Researchers want tissue samples from body
NEW WILMINGTON, Pa. -- The Egyptian mummy at Westminster College could help solve a medical mystery.
Pesed, a small female mummy appearing to be about 4 feet tall, now rests in a glass case in Westminster's Mack Science Library and could be part of a worldwide study of the evolution of a parasitic disease called schistosomiasis, also known as Bilharzia.
British medical researchers have asked to come and examine her and possibly take tissue samples, said Samuel Farmerie, curator of cultural artifacts for the college.
The college cultural artifacts advisory committee is still considering the request, he said.
The tissue samples would go to the Mummy Tissue Bank at the Manchester (England) Museum, which already has tissue samples from about 2,000 mummies.
Significance: The disease affected people in ancient Egypt and is believed to infect as many as 200 million to 300 million people today in 79 countries.
It affects about 20 percent of the population in Egypt, according to Medical Services Corp. International, an Arlington, Va., company that is involved in a joint study of the disease with Manchester researchers.
While it's not fatal, schistosomiasis does affect the liver, spleen and heart and can lead to complications that eventually become fatal.
The MSCI web site says the disease is transmitted to humans when they enter water contaminated with infected freshwater snails, which serve as intermediate hosts of the parasite.
Researchers at the Egyptian Mummy Tissue Bank are checking to see how the disease has evolved over the centuries, which might hold a clue to its cure.
They won't know if Pesed was infected with schistosomiasis until tissue is taken from her liver.
Farmerie said if the process is too invasive, the college would not allow the researchers to take the tissues. It's not clear how they enter the mummy's body to get the tissues.
Mistreatment: Farmerie said special care has been given to the mummy since 1985 when student Susan Grandy Graff, an Egyptian history buff, started a fund-raising campaign to have Pesed cleaned and properly encased.
Before that time, Pesed had suffered from years of neglect and was being stored in a closet. Names and graduation years from students from the early 1900s are carved into her coffin and her head was cut off sometime in the 1930s.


TO DO. The required answer is the data below, restated word for word with images omitted.

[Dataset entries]
============================================================
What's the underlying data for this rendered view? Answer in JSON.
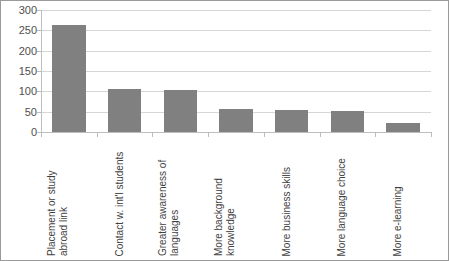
{
  "chart_data": {
    "type": "bar",
    "title": "",
    "xlabel": "",
    "ylabel": "",
    "categories": [
      "Placement or study abroad link",
      "Contact w. int'l students",
      "Greater awareness of languages",
      "More background knowledge",
      "More business skills",
      "More language choice",
      "More e-learning"
    ],
    "values": [
      262,
      105,
      104,
      57,
      54,
      52,
      23
    ],
    "ylim": [
      0,
      300
    ],
    "yticks": [
      0,
      50,
      100,
      150,
      200,
      250,
      300
    ],
    "ytick_labels": [
      "0",
      "50",
      "100",
      "150",
      "200",
      "250",
      "300"
    ],
    "grid": true,
    "legend": false,
    "series_color": "#808080"
  },
  "figure": {
    "border_color": "#9a9a9a",
    "gridline_color": "#d6d6d6",
    "axis_color": "#bdbdbd",
    "background": "#ffffff"
  }
}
============================================================
TASK RESULT.
What's the underlying data for this rendered view? Answer in JSON.
{
  "chart_data": {
    "type": "bar",
    "title": "",
    "xlabel": "",
    "ylabel": "",
    "categories": [
      "Placement or study abroad link",
      "Contact w. int'l students",
      "Greater awareness of languages",
      "More background knowledge",
      "More business skills",
      "More language choice",
      "More e-learning"
    ],
    "values": [
      262,
      105,
      104,
      57,
      54,
      52,
      23
    ],
    "ylim": [
      0,
      300
    ],
    "yticks": [
      0,
      50,
      100,
      150,
      200,
      250,
      300
    ],
    "ytick_labels": [
      "0",
      "50",
      "100",
      "150",
      "200",
      "250",
      "300"
    ],
    "grid": true,
    "legend": false,
    "series_color": "#808080"
  },
  "figure": {
    "border_color": "#9a9a9a",
    "gridline_color": "#d6d6d6",
    "axis_color": "#bdbdbd",
    "background": "#ffffff"
  }
}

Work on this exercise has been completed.